In cricket there was for years – no doubt still is – much argument about the part the captain should play in selection. Sometimes, in England anyway, the captain might be co-opted on to the selection committee. (This would prove awkward when the other selectors thought a change of captain necessary.) The Australian selectors preferred to pick the team and hand the names to the captain. Richie Benaud said he preferred it that way. His view was that if he had been one of the selectors himself and had argued for X rather than Y, his decision-making – as perhaps when to put X on to bowl – might be compromised or affected by the part he had played in getting him into the team. This seems sensible. On the other hand, back in Edwardian times, the England captain, Archie MacLaren once made his disgust at the selectors’ choices evident; this probably didn’t make for a happy dressing- room.
“Happy” is surely a key word. What has Ole Gunnar Solskjær brought to Manchester United but a long-unfamiliar happiness? No doubt he has tweaked the system a bit, but the chief thing surely is that he has changed the mood, had the players singing to a happy tune. His smiling countenance has replaced poor old Jose Mourinho’s gloomy one and the players are scoring goals and winning matches.
Of course many of the most successful coaches -those whose teams keep winning – know how to employ both stick and carrot, and know also which is appropriate at any given moment. I’ve always liked a story about Brian Clough. His Nottingham Forest team were on a run of defeats. They crouched in the dressing-room in expectation of fire and brimstone. Instead Clough strolled in smiling, tossed a ball on to the floor, said, “that’s a football – go out and play with it”, and left. The story would be spoiled if they hadn’t gone out and won that afternoon, but I like to think they did.

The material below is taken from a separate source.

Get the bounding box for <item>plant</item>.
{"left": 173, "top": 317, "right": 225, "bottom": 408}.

The first thing Napoleon is said to have wanted to know about a general was whether he was lucky. One might say the same about coaches and managers. Sometime, like generals or admirals, they simply draw the short straw, taking over a side in terminal decline, for instance. Sometimes they may make their own luck; sometimes the stars and planets are in their favour. The case of Richard Cockerill is in point. His long – and for years successful – career at Leicester ended dismally – a man who seemed Leicester through and through being held responsible for the club’s decline and getting the sack. There were doubters in Scotland when he was appointed head coach at Edinburgh – a club that had talented players and disappointing results.

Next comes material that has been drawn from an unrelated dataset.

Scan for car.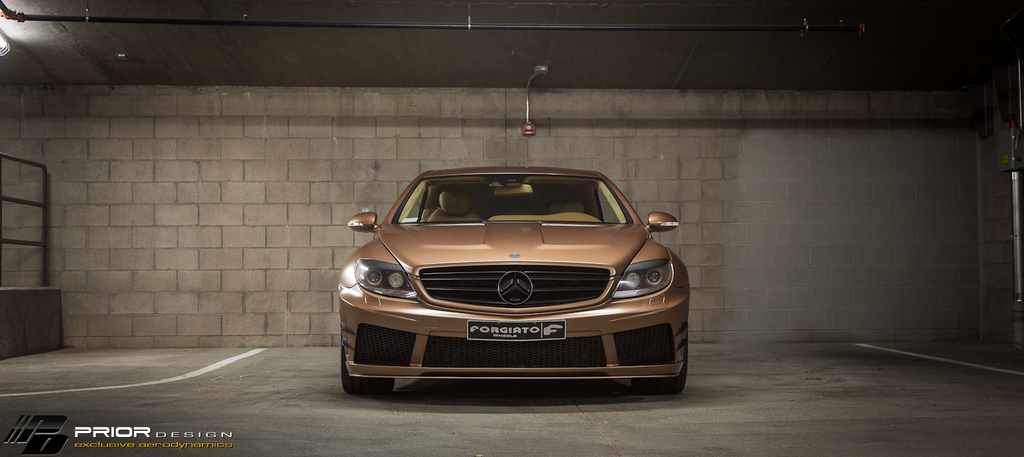
Scan result: <box>333,153,681,406</box>.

Under his guidance the club has been turned round, and in his second year there is enjoying its first successful season for years. The doubters have been silenced. Everybody is singing his praises, and doing so with good reason. But I doubt if he has changed his ideas or his method. What eventually failed at Welford Road is succeeding at Murrayfield. Conclusion: it’s as difficult to predict success in coaching and management in sport as it is in war, politics and business.
The outcome of what should be a riveting match in Cardiff this weekend is just as hard to forecast. However, two predictions may be confidently offered. First, the game will be won or lost by the performance of players over eighty minutes on the field. Second, whichever side wins, you can bet that the media will give an awful lot of credit to the coach of the victorious team. It will be Eddie’s triumph or Warren’s. Conversely, Warren’s disaster or Eddie’s. One will have proved his genius, the other that he is fading, in decline, on his last legs.